When it comes to gross tax revenue, though the numbers have fallen short of what was announced, the fact is that the ratio of such revenue to gross domestic product (GDP) has been growing through the six years of the two Narendra Modi governments — from 10.14 per cent in 2013-14 to an expected 11.72 per cent this year. Even if revenue this year were to fall short by, say, Rs 2 trillion (or about 8 per cent), as some commentators expect, the figure in relation to GDP (itself smaller than expected) would still be notably better than in 2013-14 — despite disappointment with goods and services tax (GST) collections.
In other words, while there is an issue with GST, the real problem is that budgeting has been too ambitious. Note that a good bit of the surge in revenue has come from non-tax sources — transfers from government companies in the form of extra dividends, offloading government shareholding (including to cash-rich government enterprises because there was no time to sell to others), revenue from licence fees and spectrum use, and the like. And so this year’s non-tax revenue is slated to be 63 per cent more than what was achieved two years ago. It won’t happen, of course.
The price for over-budgeting is paid by the sectors that have been bled white, like telecom and government companies. It is also paid by organisations to which the government owes money but which don’t get paid (think Hindustan Aeronautics), by organisations like the Food Corporation of India that are forced to borrow from wherever they can because the government is not paying them on time, and by states which don’t get their share of central taxes when they are due. There is a price for trying to do too much, and the larger economy pays it more than the central government because New Delhi is allowed to get away with behaving arbitrarily and then hiding the reality behind the bogus numbers that it presents to the country.
Over-budgeting happens in particular during periods of economic slowdown — which the government either does not anticipate or is unable to foresee. It is hard, for instance, to understand how the government assumed 7 per cent real GDP growth (and about 12 per cent nominal growth) this year, when it was already clear in July that the system was on the skids. It is no defence to say that others (like the International Monetary Fund) also did not anticipate the extent of the slowdown; everyone knows that the IMF habitually gets its numbers wrong in its World Economic Outlook. The result was that the government sector grew in the last quarter by 15 per cent, while the rest of the economy was growing at barely 3 per cent.

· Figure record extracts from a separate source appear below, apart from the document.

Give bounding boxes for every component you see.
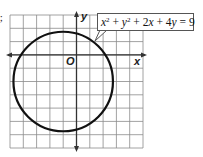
eq-plus-2: + 2: [130, 16, 148, 28]
equation-callout: x2 + y2 + 2x + 4y = 9: [97, 13, 194, 31]
x-axis-label: x: [134, 55, 140, 67]
eq-plus-1: +: [110, 16, 122, 28]
y-axis-arrow-up-icon: [74, 11, 79, 17]
x-axis-arrow-right-icon: [141, 52, 147, 57]
eq-equals: = 9: [177, 16, 195, 28]
eq-plus-3: + 4: [154, 16, 172, 28]
x-axis-arrow-left-icon: [6, 52, 12, 57]
y-axis-label: y: [81, 10, 87, 22]
callout-pointer: [95, 30, 107, 41]
y-axis-arrow-down-icon: [74, 146, 79, 152]
origin-label: O: [66, 55, 75, 67]
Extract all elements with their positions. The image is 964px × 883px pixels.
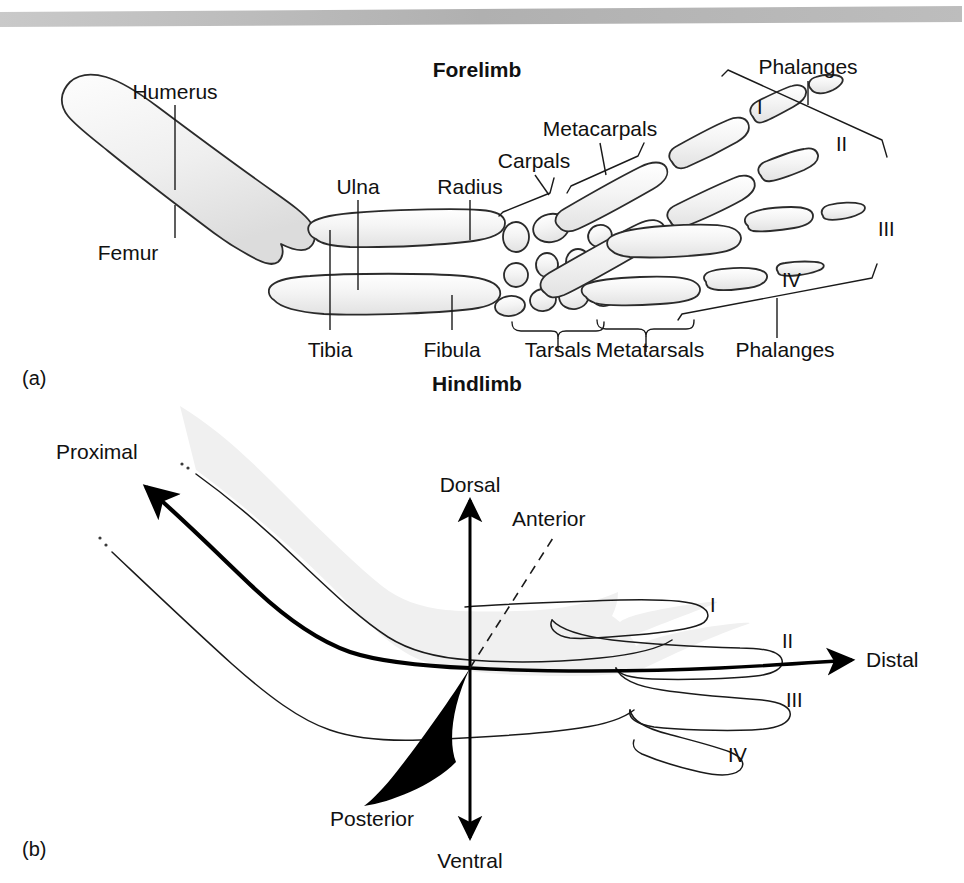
digit-label-II-b: II	[782, 630, 793, 652]
label-metacarpals: Metacarpals	[543, 117, 657, 140]
limb-silhouette	[180, 406, 750, 676]
label-fibula: Fibula	[423, 338, 481, 361]
bone-ulna	[269, 274, 501, 315]
label-humerus: Humerus	[132, 80, 217, 103]
bone-humerus-femur	[62, 75, 315, 264]
leader-carpals	[535, 175, 549, 195]
label-hindlimb: Hindlimb	[432, 372, 522, 395]
digit-label-IV-a: IV	[782, 269, 802, 291]
figure-canvas: Forelimb Hindlimb Humerus Femur Ulna Rad…	[0, 0, 964, 883]
anatomy-figure: Forelimb Hindlimb Humerus Femur Ulna Rad…	[0, 0, 964, 883]
label-femur: Femur	[98, 241, 159, 264]
label-tibia: Tibia	[308, 338, 353, 361]
bracket-metatarsals	[597, 320, 694, 336]
label-tarsals: Tarsals	[525, 338, 592, 361]
leader-metacarpals	[600, 143, 606, 175]
digit-label-I-b: I	[710, 594, 716, 616]
digit-label-III-a: III	[878, 218, 895, 240]
label-radius: Radius	[437, 175, 502, 198]
label-proximal: Proximal	[56, 440, 138, 463]
label-distal: Distal	[866, 648, 919, 671]
digit-label-III-b: III	[786, 689, 803, 711]
digit-label-IV-b: IV	[728, 744, 748, 766]
label-metatarsals: Metatarsals	[596, 338, 705, 361]
bracket-tarsals	[512, 322, 604, 338]
bracket-carpals	[499, 178, 554, 216]
label-anterior: Anterior	[512, 507, 586, 530]
label-ulna: Ulna	[336, 175, 380, 198]
panel-label-a: (a)	[22, 367, 46, 389]
digit-label-I-a: I	[757, 96, 763, 118]
axis-posterior-wedge	[364, 668, 470, 806]
label-phalanges-hind: Phalanges	[735, 338, 834, 361]
label-forelimb: Forelimb	[433, 58, 522, 81]
label-phalanges-fore: Phalanges	[758, 55, 857, 78]
panel-a-skeleton: Forelimb Hindlimb Humerus Femur Ulna Rad…	[22, 55, 895, 395]
panel-label-b: (b)	[22, 838, 46, 860]
label-ventral: Ventral	[437, 849, 502, 872]
bracket-phalanges-fore	[722, 70, 887, 157]
digit-III-bones	[607, 203, 865, 258]
digit-label-II-a: II	[836, 133, 847, 155]
panel-b-limb-axes: Proximal Distal Dorsal Ventral Anterior …	[22, 406, 919, 872]
header-rule	[0, 6, 962, 27]
bone-radius	[308, 209, 505, 247]
label-carpals: Carpals	[498, 149, 570, 172]
label-dorsal: Dorsal	[440, 473, 501, 496]
label-posterior: Posterior	[330, 807, 414, 830]
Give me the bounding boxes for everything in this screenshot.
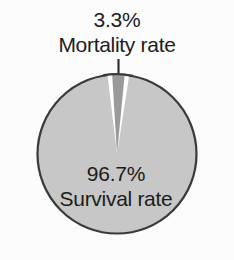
survival-name-label: Survival rate [0,187,233,211]
survival-value-label: 96.7% [0,162,233,186]
callout-survival-rate: 96.7% Survival rate [0,162,233,210]
pie-chart-figure: 3.3% Mortality rate 96.7% Survival rate [0,0,234,260]
mortality-value-label: 3.3% [0,8,234,32]
mortality-name-label: Mortality rate [0,33,234,57]
callout-mortality-rate: 3.3% Mortality rate [0,8,234,56]
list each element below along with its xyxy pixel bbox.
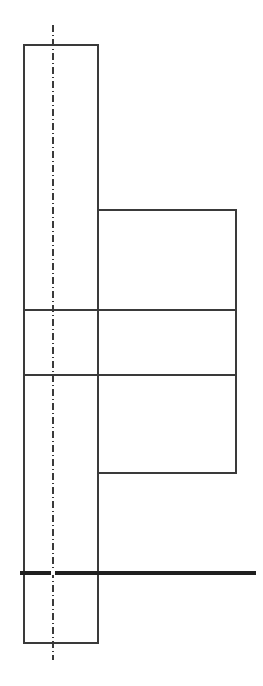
technical-drawing-canvas xyxy=(0,0,263,686)
drawing-svg-root xyxy=(0,0,263,686)
right-hub-block-outline xyxy=(98,210,236,473)
axis-intersection-point xyxy=(51,571,56,576)
tall-flange-body-outline xyxy=(24,45,98,643)
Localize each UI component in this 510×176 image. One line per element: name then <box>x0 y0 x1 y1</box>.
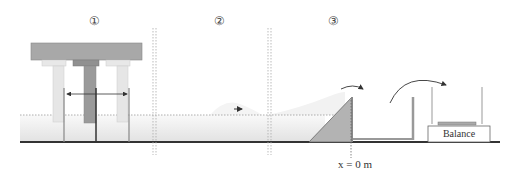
balance-label: Balance <box>428 128 490 139</box>
stage-label-1: ① <box>86 14 102 29</box>
stage-label-2: ② <box>211 14 227 29</box>
collection-basin <box>353 97 414 140</box>
experiment-diagram <box>0 0 510 176</box>
overtopping-arrow <box>341 86 363 89</box>
transfer-arrow <box>390 80 446 103</box>
origin-label: x = 0 m <box>338 158 372 170</box>
water-body <box>20 92 345 142</box>
stage-label-3: ③ <box>325 14 341 29</box>
measuring-container <box>432 87 482 125</box>
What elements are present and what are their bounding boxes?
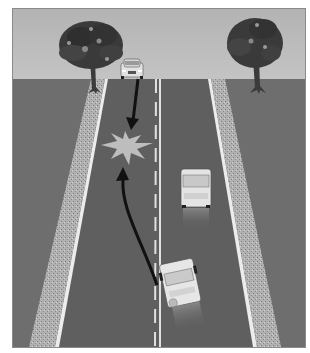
car-oncoming	[121, 59, 143, 79]
car-right-lane	[181, 169, 211, 228]
road-collision-illustration	[12, 8, 306, 348]
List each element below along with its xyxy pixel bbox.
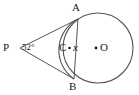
label-point-b: B [69,81,76,92]
label-center-o: O [100,42,108,53]
label-angle-x: x [73,42,78,53]
geometry-figure: P A B C x O 52° [0,0,139,95]
label-point-c: C [59,42,66,53]
point-dot-c [68,47,71,50]
label-point-a: A [72,2,80,13]
label-angle-52-degrees: 52° [22,43,35,52]
label-point-p: P [3,42,9,53]
center-dot-o [95,47,98,50]
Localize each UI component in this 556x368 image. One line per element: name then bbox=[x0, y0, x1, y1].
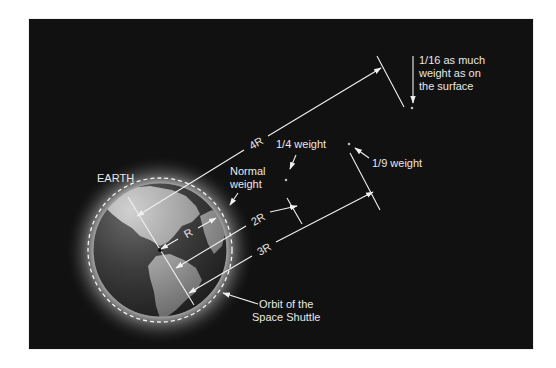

The debate about whether the government should stick to a modicum of fiscal discipline in its Budget for 2020-21, or forget the deficit and open the tap, should be seen against this backdrop. It should also be viewed from the perspective of the level of debt in relation to GDP (too high and climbing higher), and what a higher level of borrowing might do to interest rates that are high too. While it could be argued that a counter-cyclical fiscal policy points to opening the tap, the reality is that the fiscal sins of the past are already extracting their price in different ways. There is a time for atonement, and for lowering one’s expectations of the economy — and therefore not trying to do too much in the Budget.